Information about Doca Street’s death was confirmed to GLOBO by relatives of Street. According to one of his granddaughters, who did not want to be identified, he was not ill and suffered cardiac arrest.
The murder of Ângela Diniz was a milestone in the feminist movement in Brazil, which was beginning to take shape. The women were unhappy with the treatment given to the victim, who was independent, wealthy and had her life devastated by the defense of Doca Street, who used the thesis of “legitimate defense of honor” to justify the crime.
If today, the crime would be femicide.
Angela and Doca Street met at a dinner in São Paulo and had only been together for four months. He left his wife and children to live with the socialite at their home in Búzios, and it was Angela who paid the expenses. On January 30, 1976, the two had spent the day at the beach. Controller, he began to suppress Angela’s behavior, which began to generate constant fights.
The crime occurred during an argument, in which Angela tried to end the relationship.
Even today, most murders of women are criminalized by a partner or ex-partner, and the end of relationships is often one of the most common reasons.
The movement in defense of the memory of Angela and for the punishment of Doca Street coined the motto “who loves does not kill”, which is still used today. The poet Carlos Drummond de Andrade would have written in his defense: “That girl continues to be murdered every day and in different ways.”
Doca Street left the pistol next to the body and fled to Minas Gerais. At the first trial in 1979, he was sentenced to two years in prison, but was not arrested because he was entitled to a conditional suspension of his sentence.
listens: Podcast recounts the murder of Ângela Diniz to answer: how does a man kill a woman with four shots to the face and become a hero?
With the repercussions of the case, he was brought to a new trial.
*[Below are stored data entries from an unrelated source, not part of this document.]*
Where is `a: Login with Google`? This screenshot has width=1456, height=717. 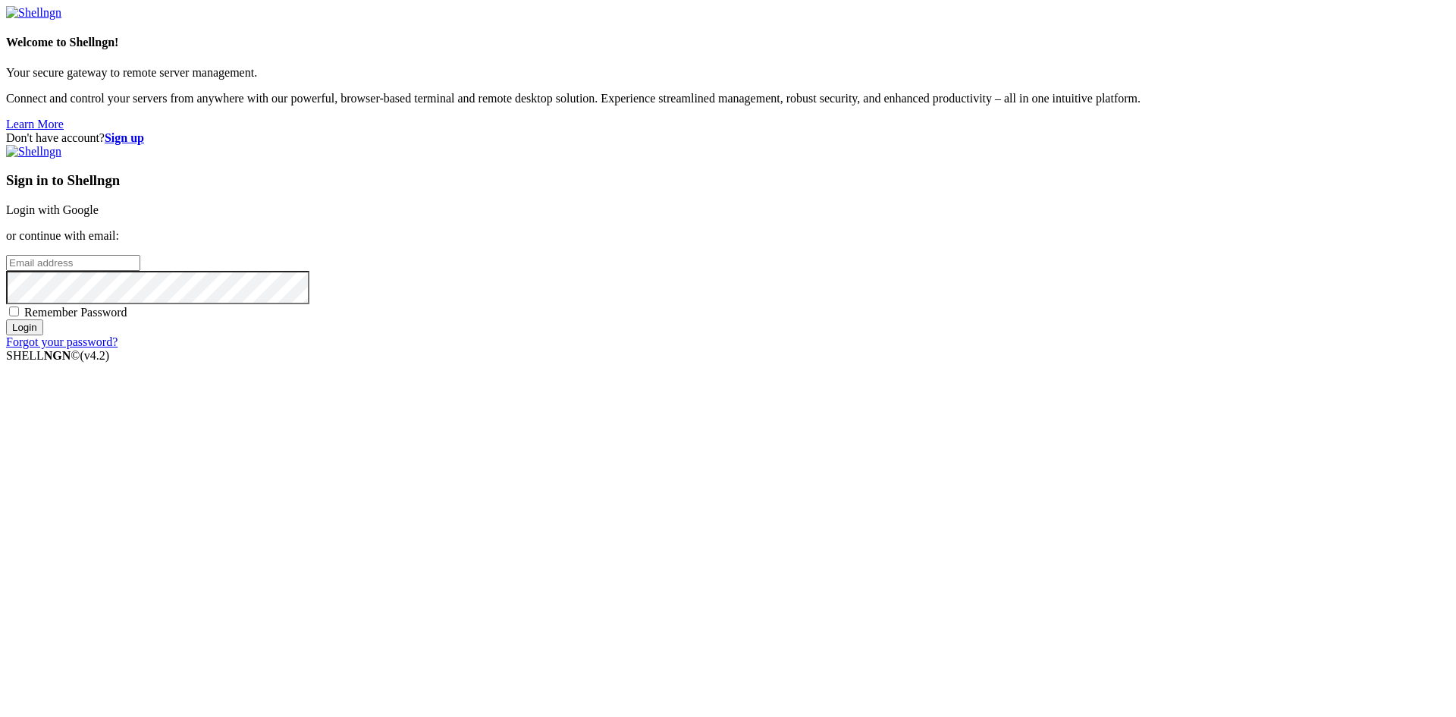 a: Login with Google is located at coordinates (52, 209).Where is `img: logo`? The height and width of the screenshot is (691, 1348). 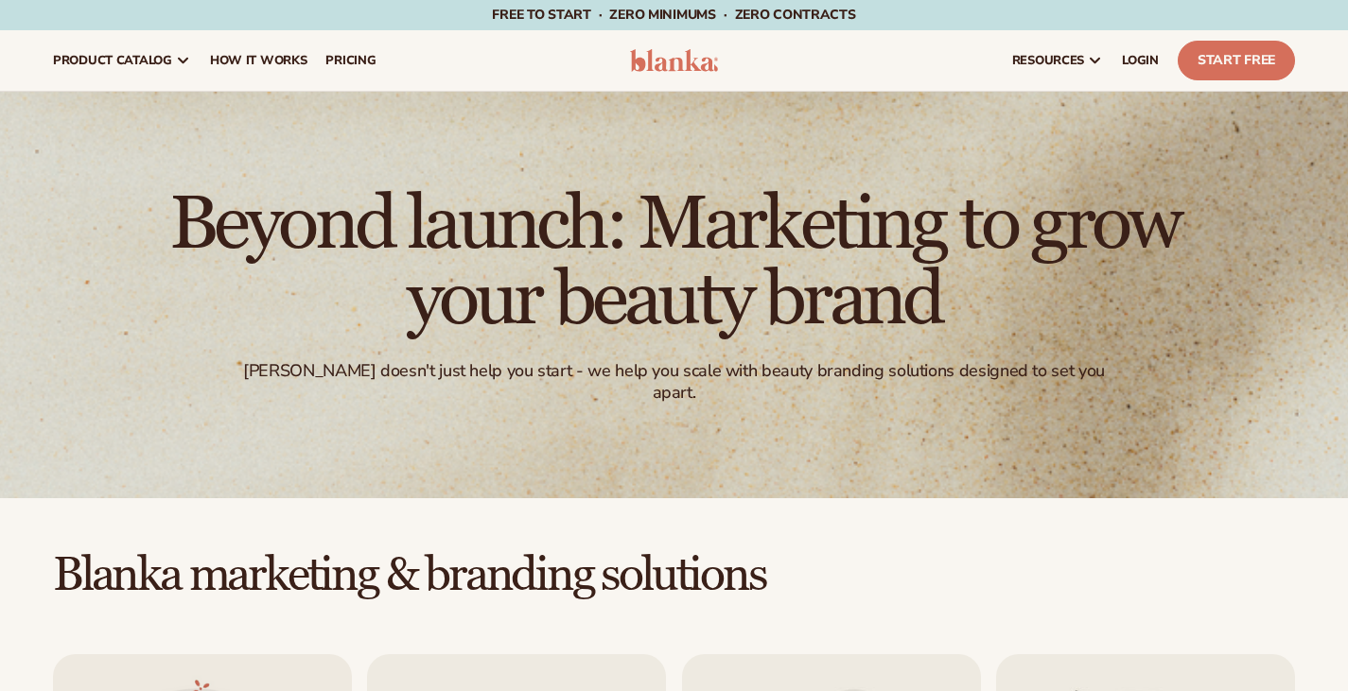 img: logo is located at coordinates (674, 61).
In 1981, he was sentenced to 15 years in prison.
In the first trial, lawyer Evandro Lins e Silva transformed Doca Street into a young man hopelessly in love, who allowed himself to be subjugated by Angela, referred to as a “loved object”.
“Of course, he gets out of control in everything he does, his resistance sapped by the sick passion that overwhelms him,” he told the jury.
For Angela, in the defense speech of Doca Street, it was the role of “fatal woman”, which led men to act “against their own nature.”
“Jurors, the fatal woman, enchants, seduces, dominates, as was the case of Raúl Fernando do Amaral street,” said the lawyer.
Feminists took to the streets, in protest against the defense thesis.
At the second trial, Doca Street was sentenced to 15 years in prison for murder and served his sentence.
The Doca Street trial and conviction served to challenge the sexist way in which laws are interpreted in court.
Last month, he was 86 years old. He leaves behind three children, ten grandchildren and a great-grandson.
The murder case was chronicled by the Praia dos Ossos podcast this year.